2014 – Behemoth, “O Father, O Satan, O Sun!” (The Satanist)

To be fair, we’re not sure Metal Blade knew what this album would be. Sure, Behemoth already had a slew of big records out at this point – but Demigod and The Apostasy, while massive, didn’t hint at the cultural shift which The Satanist would signal. One wonders how the team would’ve reacted to a time traveler popping into their offices and saying, “An entire generation of metalheads are going to wear sigil-draped robe hoodies ‘cause of this record. Just a heads up.”

2015 – Ensiferum, “Heathen Horde” (One Man Army)

With the release of One Man Army, Metal Blade did two important things: ignored a trend and got the good shit. The record might be Ensiferum’s best, but came out years after the initial boom of folk metal around 2008 (remember, Wacken started the whole folk village thing around then). While Metal Blade didn’t scoop the band up during their first wave of renown, they still knew a damn good record when they heard it. Hell, even I was surprised by how much this one slapped when it first came out.

2016 – Amon Amarth, “Raise Your Horns” (Jomsviking)

It’s kind of mindblowing how far Amon Amarth have come. One minute, they’re at the forefront of metal’s pagan underground; the next, they’re crowdsourcing a video from millions of devoted fans from around the world (among them Zakk Wylde). “Raise Your Horns” showcased that the band had moved beyond fantasy, existing in a world occupied by Vikings of their own making. Who else could inspire this many people to buy fucking drinking horns?

2017 – The Black Dahlia Murder, “Nightbringers” (Nightbringers)

Somehow, amidst all the ‘core’ labels and trends in death metal, The Black Dahlia Murder came out on top. After being hemmed and hawed over by haters for 14 years, the world was forced to admit that Nightbringers was a banger, tightly-written and fucking delicious to the ear. Never leaving their loyal label, the band stuck it out, and eventually became one of the scene’s undeniable champions. 

2018 – Rivers of Nihil, “Where Owls Know My Name” (Where Owls Know My Name)

Where was metal going? What was it becoming? Rivers of Nihil knew, even if they might not have been able to tell you when releasing this incredible record. But though the band challenged genre boundaries, they still remained committed to extremity when it was needed, and kept their music loud and gut-punching even as they took it to undiscovered countries. Once more, the future was on Metal Blade, sax and all.

2019 – Whitechapel, “When a Demon Defiles a Witch” (The Valley)
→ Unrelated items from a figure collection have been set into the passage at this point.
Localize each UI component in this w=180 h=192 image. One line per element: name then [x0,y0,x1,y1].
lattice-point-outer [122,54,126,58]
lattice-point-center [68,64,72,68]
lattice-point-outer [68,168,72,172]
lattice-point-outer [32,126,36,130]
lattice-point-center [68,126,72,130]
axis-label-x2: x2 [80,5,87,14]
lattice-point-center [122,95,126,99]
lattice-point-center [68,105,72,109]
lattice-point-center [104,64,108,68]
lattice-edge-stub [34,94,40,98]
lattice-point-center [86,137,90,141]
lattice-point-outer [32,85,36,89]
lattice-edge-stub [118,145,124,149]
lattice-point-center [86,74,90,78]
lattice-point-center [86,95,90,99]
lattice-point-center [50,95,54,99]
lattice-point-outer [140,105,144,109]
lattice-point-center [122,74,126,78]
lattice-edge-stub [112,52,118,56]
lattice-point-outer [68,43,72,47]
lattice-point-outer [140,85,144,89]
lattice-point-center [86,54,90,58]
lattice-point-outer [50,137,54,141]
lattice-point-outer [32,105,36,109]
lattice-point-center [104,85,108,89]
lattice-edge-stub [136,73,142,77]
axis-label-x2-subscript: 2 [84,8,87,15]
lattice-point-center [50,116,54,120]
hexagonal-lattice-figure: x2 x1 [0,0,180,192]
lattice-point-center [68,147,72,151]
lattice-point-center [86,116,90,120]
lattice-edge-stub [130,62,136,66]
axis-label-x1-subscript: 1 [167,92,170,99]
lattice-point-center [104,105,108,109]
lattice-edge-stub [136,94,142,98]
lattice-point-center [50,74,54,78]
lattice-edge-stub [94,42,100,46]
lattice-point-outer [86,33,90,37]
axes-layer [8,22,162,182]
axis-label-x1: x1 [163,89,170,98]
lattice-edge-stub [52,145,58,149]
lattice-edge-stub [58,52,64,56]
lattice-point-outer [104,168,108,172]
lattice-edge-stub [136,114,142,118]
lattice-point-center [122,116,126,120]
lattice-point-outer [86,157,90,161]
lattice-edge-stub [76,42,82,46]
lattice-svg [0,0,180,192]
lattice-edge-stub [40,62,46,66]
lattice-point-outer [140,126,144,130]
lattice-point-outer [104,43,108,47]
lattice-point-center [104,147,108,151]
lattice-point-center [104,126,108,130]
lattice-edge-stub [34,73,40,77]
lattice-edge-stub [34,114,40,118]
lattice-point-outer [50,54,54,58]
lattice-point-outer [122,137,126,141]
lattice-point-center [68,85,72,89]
In the same way that Metal Blade embraced metalcore and deathcore before their time, so too were they ready to showcase those bands when they were seasoned and making some of their darkest stuff. The Valley sees Whitechapel at their most shadowy and nuanced, expressing a sense of theatricality and storytelling they couldn’t have on previous records. That the label was ready to take a chance, and not just urge them to make the same album again, speaks to their unwavering commitment to releasing quality material.

2020 – Igorrr, “Camel Dancefloor” (Spirituality and Distortion)

Did Igorrr know? Spirituality and Distortion is an album so weird, hostile, and yet inspiring that one can’t help but wonder if the experimental act knew where the world was heading when they dropped it on March 27th, 2020. Whether or not they did, though, their label was once more ready to embrace change as traditional heavy music was taking a moment to reflect and the weirdos were coming out with the dolls they’d spun out of hair. The soundtrack to the world to come.

2021 – Tribulation, “Funeral Pyre” (Where the Gloom Becomes Sound)

A new world, a new way of understanding metal and metal culture – and here was Metal Blade, championing the underground at its best. Tribulation broke through with 2015’s Children of the Night, but 2021’s Where the Gloom Becomes Sound landed them on plenty of year-end lists, recognized for how well it tempered the band’s Draculean blackened goth metal. The future looked grim – and these guys, and their label, were here to meet it.